Farewell to Dugie Freeman

Dugie FreemanPrivate

“Hatch Man” Arvie Edwin “Dugie” Freeman

In 1969, Dugie Freeman and his father, Ed, along with Jim Howard formed Freeman-Howard, a company that built oceangoing commercial fishing boats. The first one was an all-steel Edwin Monk–designed double-chine 58 (17.68m) long limit seiner. The boat would focus on the fertile pink pandalid shrimp grounds off the southern Oregon coast. It was the only all-steel hull/steel top-house vessel built by Freeman-Howard and the first of 25 vessels constructed over a period of 12 years. Other boats were destined for the salmon, tuna, halibut, shrimp, sablefish, and crab fisheries from California to Alaska.
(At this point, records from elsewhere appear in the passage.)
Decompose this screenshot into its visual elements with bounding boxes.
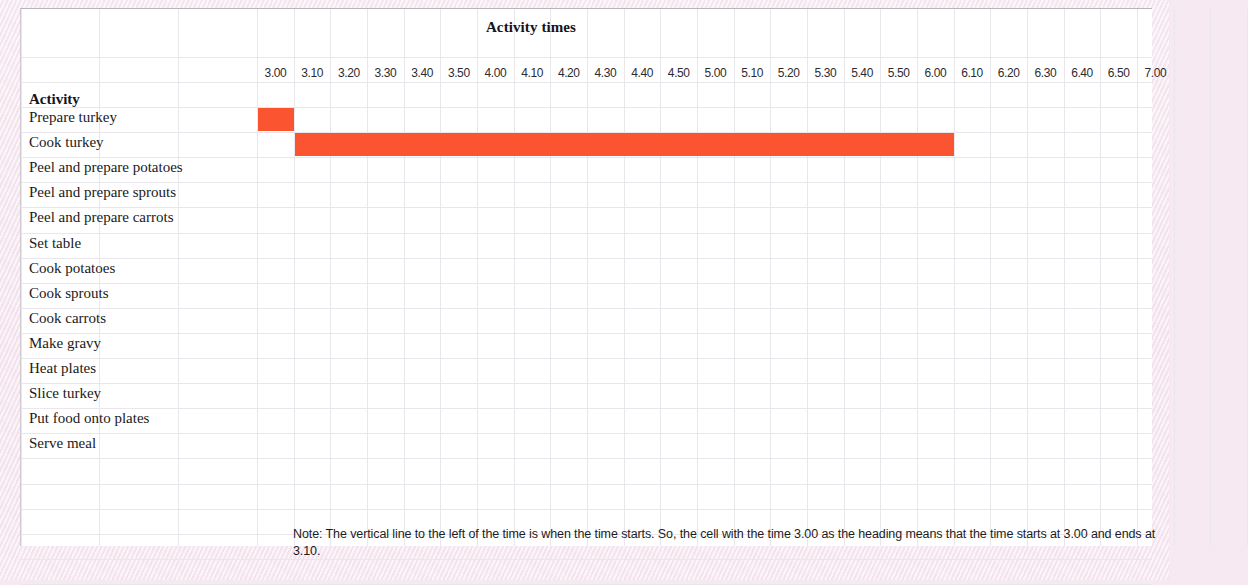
time-tick-label: 6.30 (1027, 66, 1064, 80)
activity-row-label: Cook sprouts (29, 285, 109, 302)
time-tick-label: 7.00 (1137, 66, 1174, 80)
time-tick-label: 4.00 (477, 66, 514, 80)
time-tick-label: 6.10 (954, 66, 991, 80)
activity-row-label: Peel and prepare carrots (29, 209, 174, 226)
time-tick-label: 6.20 (990, 66, 1027, 80)
time-tick-label: 3.20 (330, 66, 367, 80)
activity-row-label: Slice turkey (29, 385, 101, 402)
time-tick-label: 5.00 (697, 66, 734, 80)
time-tick-label: 6.40 (1064, 66, 1101, 80)
time-tick-label: 3.10 (294, 66, 331, 80)
time-tick-label: 5.20 (770, 66, 807, 80)
activity-row-label: Set table (29, 235, 81, 252)
activity-row-label: Peel and prepare sprouts (29, 184, 176, 201)
time-tick-label: 3.30 (367, 66, 404, 80)
page-title: Activity times (431, 19, 631, 36)
gantt-bar (295, 133, 954, 156)
time-tick-label: 4.20 (550, 66, 587, 80)
activity-row-label: Make gravy (29, 335, 101, 352)
activity-row-label: Cook potatoes (29, 260, 115, 277)
time-tick-label: 5.10 (734, 66, 771, 80)
time-tick-label: 4.40 (624, 66, 661, 80)
chart-content: Activity times 3.003.103.203.303.403.504… (21, 9, 1152, 546)
activity-row-label: Heat plates (29, 360, 96, 377)
activity-column-header: Activity (29, 91, 80, 108)
time-tick-label: 4.30 (587, 66, 624, 80)
time-tick-label: 6.50 (1100, 66, 1137, 80)
activity-row-label: Put food onto plates (29, 410, 149, 427)
time-tick-label: 5.50 (880, 66, 917, 80)
time-tick-label: 6.00 (917, 66, 954, 80)
time-tick-label: 3.00 (257, 66, 294, 80)
time-tick-label: 5.40 (844, 66, 881, 80)
activity-row-label: Cook carrots (29, 310, 106, 327)
activity-row-label: Cook turkey (29, 134, 104, 151)
worksheet-sheet: Activity times 3.003.103.203.303.403.504… (20, 8, 1152, 546)
gantt-bar (258, 108, 294, 131)
activity-row-label: Peel and prepare potatoes (29, 159, 183, 176)
activity-row-label: Serve meal (29, 435, 96, 452)
time-tick-label: 4.50 (660, 66, 697, 80)
activity-row-label: Prepare turkey (29, 109, 117, 126)
time-tick-label: 4.10 (514, 66, 551, 80)
time-tick-label: 5.30 (807, 66, 844, 80)
time-tick-label: 3.50 (440, 66, 477, 80)
chart-note: Note: The vertical line to the left of t… (293, 526, 1159, 560)
time-tick-label: 3.40 (404, 66, 441, 80)
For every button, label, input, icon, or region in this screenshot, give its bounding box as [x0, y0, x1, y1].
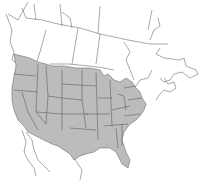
range-area	[12, 54, 146, 168]
north-america-map	[0, 0, 201, 182]
range-map	[0, 0, 201, 182]
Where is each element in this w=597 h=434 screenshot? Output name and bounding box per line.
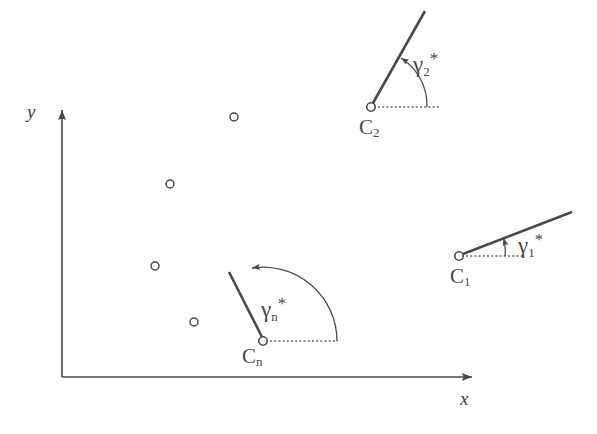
coordinate-axes <box>62 110 472 377</box>
angle-label-gamman: γn* <box>261 294 286 325</box>
point-4 <box>190 318 198 326</box>
angle-label-gamma1-sup: * <box>535 230 544 249</box>
angle-label-gamma2-symbol: γ <box>413 52 423 77</box>
cn-orientation-line <box>229 272 262 337</box>
diagram-canvas-root: y x C1 γ1* C2 γ2* Cn γn* <box>0 0 597 434</box>
diagram-svg <box>0 0 597 434</box>
angle-label-gamman-symbol: γ <box>261 297 271 322</box>
cluster-label-c2-text: C <box>359 115 373 139</box>
y-axis-label: y <box>27 101 35 123</box>
angle-label-gamma1-symbol: γ <box>518 233 528 258</box>
cluster-label-cn-text: C <box>242 344 256 368</box>
c1-vertex-marker <box>455 252 463 260</box>
angle-label-gamman-sup: * <box>278 294 287 313</box>
angle-label-gamma1: γ1* <box>518 230 543 261</box>
point-3 <box>151 262 159 270</box>
c2-vertex-marker <box>367 103 375 111</box>
angle-label-gamma2: γ2* <box>413 49 438 80</box>
cluster-label-c2: C2 <box>359 115 380 141</box>
cluster-label-cn: Cn <box>242 344 263 370</box>
point-1 <box>230 113 238 121</box>
point-2 <box>166 180 174 188</box>
cluster-label-c1-text: C <box>450 264 464 288</box>
x-axis-label: x <box>460 388 468 410</box>
cluster-c1-group <box>455 212 572 260</box>
c1-angle-arc <box>504 238 506 256</box>
angle-label-gamma2-sup: * <box>430 49 439 68</box>
cluster-label-c2-sub: 2 <box>373 125 380 140</box>
cluster-label-c1-sub: 1 <box>464 274 471 289</box>
cluster-label-c1: C1 <box>450 264 471 290</box>
cluster-label-cn-sub: n <box>256 354 263 369</box>
scatter-points <box>151 113 238 326</box>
The Freemans and their crew also built some of the first all-aluminum, all-welded commercial fishing boats up to 80 (24.38m) in the United States.
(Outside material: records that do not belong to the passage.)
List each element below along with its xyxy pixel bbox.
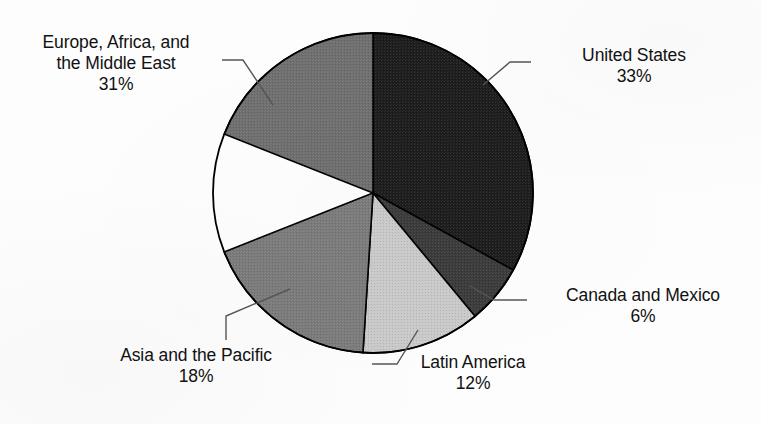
pie-label-canada-and-mexico-percent: 6%	[530, 306, 756, 327]
pie-slices	[213, 33, 533, 353]
pie-label-asia-and-the-pacific: Asia and the Pacific 18%	[92, 345, 300, 387]
pie-label-canada-and-mexico: Canada and Mexico 6%	[530, 285, 756, 327]
pie-label-europe-africa-middle-east-line1: Europe, Africa, and	[43, 32, 190, 52]
pie-label-canada-and-mexico-line1: Canada and Mexico	[566, 285, 720, 305]
pie-label-latin-america-percent: 12%	[375, 373, 571, 394]
pie-chart-figure: Europe, Africa, and the Middle East 31% …	[0, 0, 761, 424]
pie-slice-europe-africa-middle-east-texture	[224, 33, 373, 193]
pie-label-asia-and-the-pacific-line1: Asia and the Pacific	[120, 345, 272, 365]
pie-label-asia-and-the-pacific-percent: 18%	[92, 366, 300, 387]
pie-label-latin-america-line1: Latin America	[421, 352, 526, 372]
pie-label-europe-africa-middle-east-line2: the Middle East	[56, 53, 175, 73]
pie-label-united-states-line1: United States	[582, 45, 686, 65]
pie-label-europe-africa-middle-east-percent: 31%	[18, 74, 214, 95]
leader-line-united-states	[483, 62, 531, 85]
pie-slice-asia-and-the-pacific-texture	[224, 193, 373, 353]
pie-label-united-states: United States 33%	[534, 45, 734, 87]
pie-label-europe-africa-middle-east: Europe, Africa, and the Middle East 31%	[18, 32, 214, 95]
pie-label-latin-america: Latin America 12%	[375, 352, 571, 394]
pie-label-united-states-percent: 33%	[534, 66, 734, 87]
In 1977, Freeman, Ed, Philip Wright, and Bo Shindler formed Freeman Marine Equipment to build and sell a commercial-grade deck hatch. They installed a foundry in Freeman’s garage to start casting hatch covers. After two years demand grew, so they acquired commercial property south of Gold Beach, Oregon. Freeman and Shindler purchased the interests of the other partners in the early 1980s, and the company expanded to include many different types of marine closures (hatches, doors, windows, and portholes), leveraging their boatbuilding experience to serve clients worldwide: oceangoing commercial fishing and oil supply vessels, U.S. Navy and U.S. Coast Guard craft, passenger-for-hire vessels, recreational boats, and megayachts.
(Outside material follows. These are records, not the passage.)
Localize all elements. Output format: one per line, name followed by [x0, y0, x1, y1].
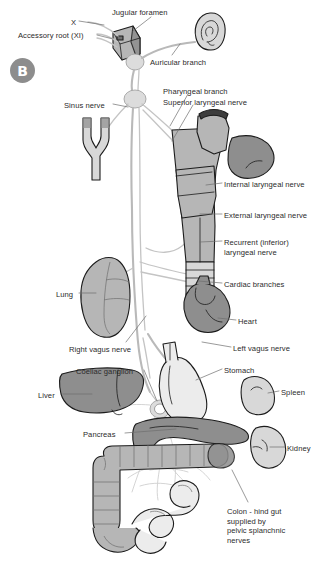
label-coeliac-ganglion: Coeliac ganglion: [76, 367, 146, 377]
label-jugular-foramen: Jugular foramen: [112, 8, 186, 18]
label-internal-laryngeal-nerve: Internal laryngeal nerve: [224, 180, 325, 190]
ear-structure: [195, 13, 225, 50]
label-pharyngeal-branch: Pharyngeal branch: [163, 87, 243, 97]
label-spleen: Spleen: [281, 388, 317, 398]
label-lung: Lung: [56, 290, 82, 300]
stomach-structure: [159, 342, 228, 425]
label-external-laryngeal-nerve: External laryngeal nerve: [224, 211, 325, 221]
label-stomach: Stomach: [224, 366, 266, 376]
label-accessory-root-xi: Accessory root (XI): [18, 31, 100, 41]
label-pancreas: Pancreas: [83, 430, 129, 440]
label-superior-laryngeal-nerve: Superior laryngeal nerve: [163, 98, 268, 108]
carotid-bifurcation-structure: [83, 118, 109, 180]
spleen-structure: [241, 377, 274, 415]
label-left-vagus-nerve: Left vagus nerve: [233, 344, 305, 354]
label-kidney: Kidney: [287, 444, 323, 454]
label-right-vagus-nerve: Right vagus nerve: [69, 345, 147, 355]
lung-structure: [81, 258, 130, 338]
label-cardiac-branches: Cardiac branches: [224, 280, 300, 290]
small-intestine-structure: [132, 481, 199, 554]
label-colon-hind-gut: Colon - hind gut supplied by pelvic spla…: [227, 507, 311, 545]
pharynx-larynx-trachea-structure: [172, 110, 274, 301]
label-auricular-branch: Auricular branch: [150, 58, 224, 68]
label-sinus-nerve: Sinus nerve: [64, 101, 116, 111]
label-cranial-nerve-x: X: [71, 18, 91, 28]
panel-letter-badge: B: [10, 58, 35, 83]
label-heart: Heart: [238, 317, 268, 327]
label-liver: Liver: [38, 391, 66, 401]
label-recurrent-laryngeal-nerve: Recurrent (inferior) laryngeal nerve: [224, 238, 320, 257]
anatomy-figure: .ol{stroke:#1c1c1c;stroke-width:1.1;stro…: [0, 0, 325, 577]
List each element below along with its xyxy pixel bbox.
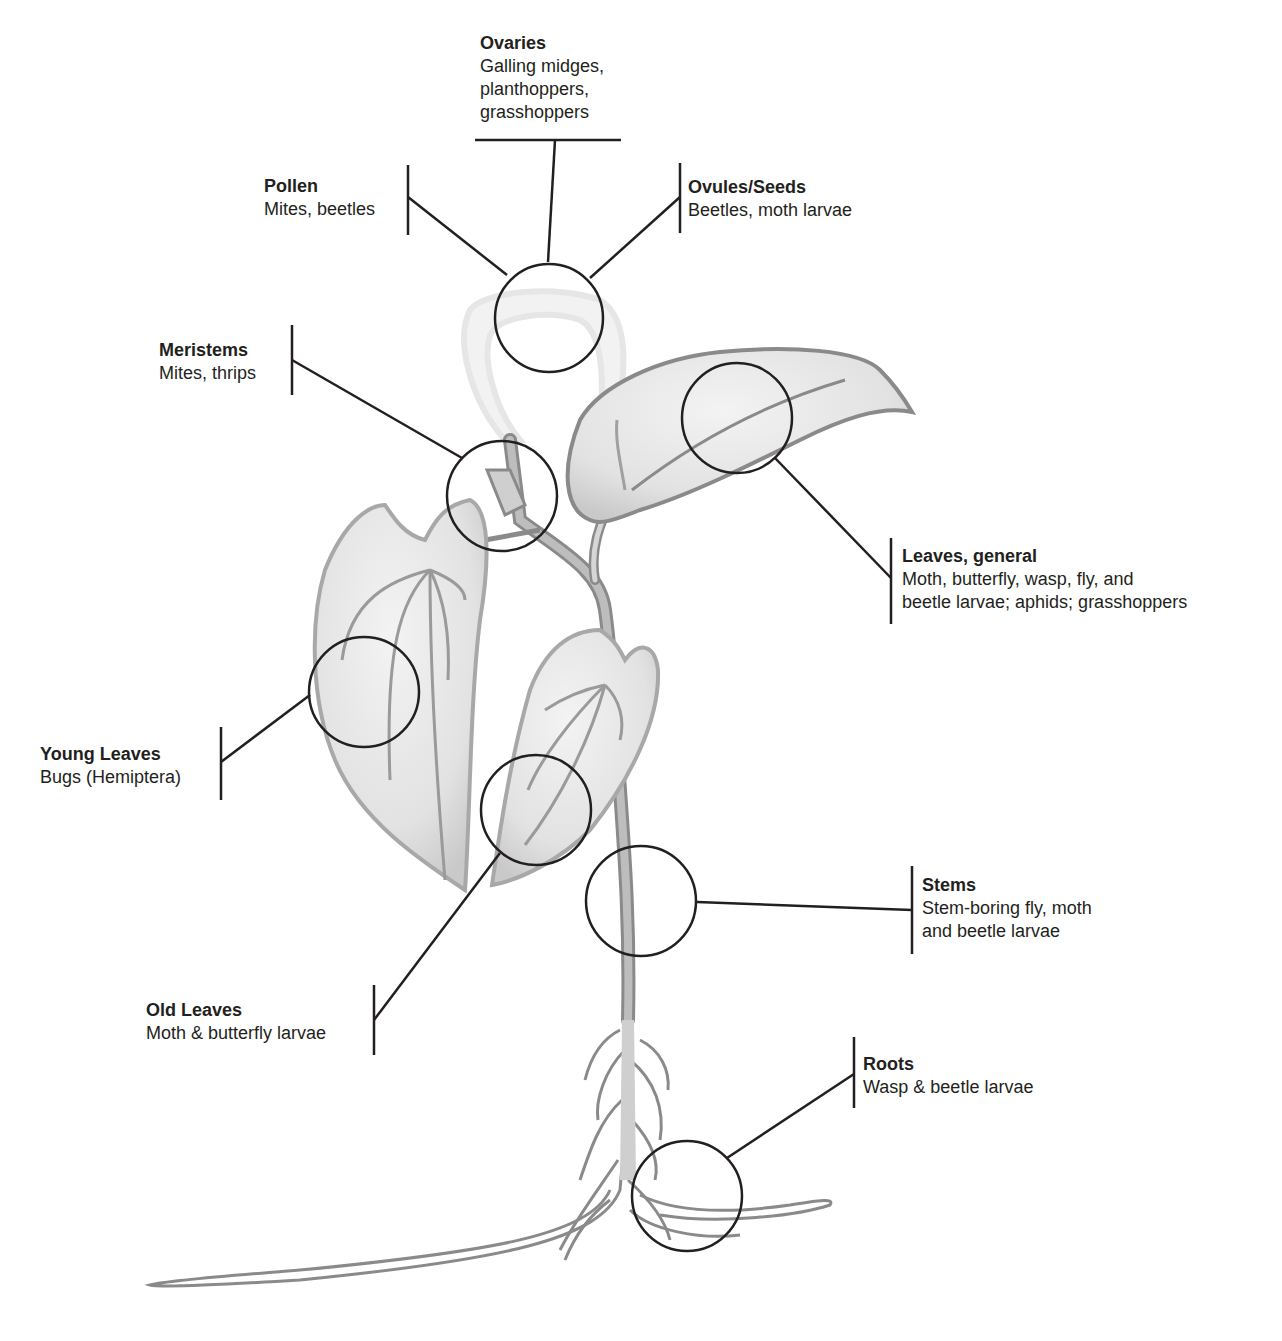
label-meristems: Meristems Mites, thrips [159,339,256,385]
label-ovules-line: Beetles, moth larvae [688,199,852,222]
circle-stems [586,846,696,956]
label-leaves-general: Leaves, general Moth, butterfly, wasp, f… [902,545,1187,614]
label-old-leaves: Old Leaves Moth & butterfly larvae [146,999,326,1045]
label-stems-line: Stem-boring fly, moth [922,897,1092,920]
label-roots-line: Wasp & beetle larvae [863,1076,1033,1099]
plant-diagram [0,0,1282,1341]
label-stems-line: and beetle larvae [922,920,1092,943]
label-ovaries-line: grasshoppers [480,101,604,124]
label-ovules-seeds: Ovules/Seeds Beetles, moth larvae [688,176,852,222]
label-young-leaves-title: Young Leaves [40,743,181,766]
roots [150,1020,831,1286]
label-stems: Stems Stem-boring fly, moth and beetle l… [922,874,1092,943]
label-old-leaves-line: Moth & butterfly larvae [146,1022,326,1045]
label-old-leaves-title: Old Leaves [146,999,326,1022]
label-pollen: Pollen Mites, beetles [264,175,375,221]
label-young-leaves-line: Bugs (Hemiptera) [40,766,181,789]
label-pollen-title: Pollen [264,175,375,198]
label-young-leaves: Young Leaves Bugs (Hemiptera) [40,743,181,789]
label-leaves-general-title: Leaves, general [902,545,1187,568]
label-roots: Roots Wasp & beetle larvae [863,1053,1033,1099]
taproot [620,1020,636,1180]
label-ovaries-title: Ovaries [480,32,604,55]
label-stems-title: Stems [922,874,1092,897]
label-ovaries-line: Galling midges, [480,55,604,78]
label-ovules-title: Ovules/Seeds [688,176,852,199]
label-pollen-line: Mites, beetles [264,198,375,221]
label-meristems-title: Meristems [159,339,256,362]
leaf-young [315,500,487,890]
label-leaves-general-line: beetle larvae; aphids; grasshoppers [902,591,1187,614]
label-leaves-general-line: Moth, butterfly, wasp, fly, and [902,568,1187,591]
label-ovaries: Ovaries Galling midges, planthoppers, gr… [480,32,604,124]
label-ovaries-line: planthoppers, [480,78,604,101]
label-meristems-line: Mites, thrips [159,362,256,385]
label-roots-title: Roots [863,1053,1033,1076]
Freeman focused on the manufacturing of all the Freeman products, and his innovative ideas drove product development and manufacturing processes. They started with a 4,000-sq-ft (371m²) factory building at Hunter Creek but over the next 35 years added buildings and equipment, growing the facility to more than 100,000 sq ft (9,290m²) under a single roof and attaining (International Organization for Standardization) ISO 9001 certification. Freeman Marine Equipment’s international efforts were also recognized by the Federal Small Business Administration as Exporter of the Year, a distinction separately awarded by the State of Oregon. In 2011 Freeman sold Freeman Marine Equipment and retired.

Following a brief illness, Freeman died on June 9, 2020.